Dr Sri, thank you for writing, I understand from Venkat's intro that you are a surgeon based out of UK, Vanakkam.
I don't know what to make about the name changes, I used to argue very much against them but some have been accepted so not sure. Chennai is more in use now than Madras even among those of us who never thought we will come around. I am reminded of this story my grandmother used to say, on a bridge on the Coovam. There was a bridge built in olden times by General Hamilton, it was named Hamilton Bridge after him. Locals liberally used the name and in colloquial tamil it started sounding like 'Ambattan'. Ambattan Bridge. After some time the DMK guys came long and started rationalizing - they figured Ambattan means Barber and again renamed it Barber's Bridge!! :) I thought the story was very funny, really nobody knows any real reason but we do all this regardless.
on name changes. sometime back some of our group members located a chennai map of 1870s. we had a long discussion on how pondy bazaar was a lake. on that the bridge that you are talking about near city centre is named as " barber's bridge."
the nearby graveyard is mentioned as berber( moor) 's grave yard.
i dont know how true this hamilton - ambattan transition took place.
Hamilton changed to Ambattan and then to barbers bridge - thats true. But its not during the DMK period.
A year or so ago, Venkat circulated two old maps of Madras (i still prefer Madras and use that name more than chennai. Somehow chennai doesnt come to naturally). One map was from 1897 and another 1906 if I am correct.

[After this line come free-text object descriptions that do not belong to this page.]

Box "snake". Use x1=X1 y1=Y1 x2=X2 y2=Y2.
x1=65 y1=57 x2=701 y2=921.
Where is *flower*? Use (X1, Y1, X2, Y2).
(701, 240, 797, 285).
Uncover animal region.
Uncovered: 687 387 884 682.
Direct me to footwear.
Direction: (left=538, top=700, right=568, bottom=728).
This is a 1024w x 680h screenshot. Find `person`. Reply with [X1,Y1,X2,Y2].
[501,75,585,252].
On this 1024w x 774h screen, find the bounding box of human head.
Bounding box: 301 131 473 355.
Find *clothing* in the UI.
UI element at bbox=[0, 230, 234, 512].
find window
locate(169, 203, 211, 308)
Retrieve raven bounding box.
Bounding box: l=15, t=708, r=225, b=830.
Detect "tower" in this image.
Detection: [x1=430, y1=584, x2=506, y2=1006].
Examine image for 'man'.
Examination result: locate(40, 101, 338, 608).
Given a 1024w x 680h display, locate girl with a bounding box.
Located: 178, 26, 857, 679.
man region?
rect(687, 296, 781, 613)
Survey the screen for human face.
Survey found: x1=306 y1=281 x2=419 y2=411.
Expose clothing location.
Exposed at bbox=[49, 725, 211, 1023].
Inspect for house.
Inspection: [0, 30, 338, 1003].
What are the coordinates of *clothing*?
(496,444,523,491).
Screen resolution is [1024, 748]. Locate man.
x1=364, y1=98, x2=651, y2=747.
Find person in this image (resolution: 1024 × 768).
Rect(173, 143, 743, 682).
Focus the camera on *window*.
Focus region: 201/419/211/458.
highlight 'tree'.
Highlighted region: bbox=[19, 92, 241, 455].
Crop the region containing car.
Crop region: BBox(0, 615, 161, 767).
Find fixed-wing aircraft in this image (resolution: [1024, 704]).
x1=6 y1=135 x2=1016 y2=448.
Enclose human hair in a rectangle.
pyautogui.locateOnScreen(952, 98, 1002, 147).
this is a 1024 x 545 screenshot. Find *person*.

Those maps did have 'Barbers bridge' and not Hamilton or Abattan...meaning even during british period this name change occured.
Thank you Venkat for the map and for all the input. My story was just 'paatti kadhai' i have no idea how much was fact, just quoted that for names.
The recent karnataka decision to rename Bangalore 'Bendha kaalu' (boiled beans) attracted a lot of bad jokes here in the west. I am wondering when they will stop this craziness.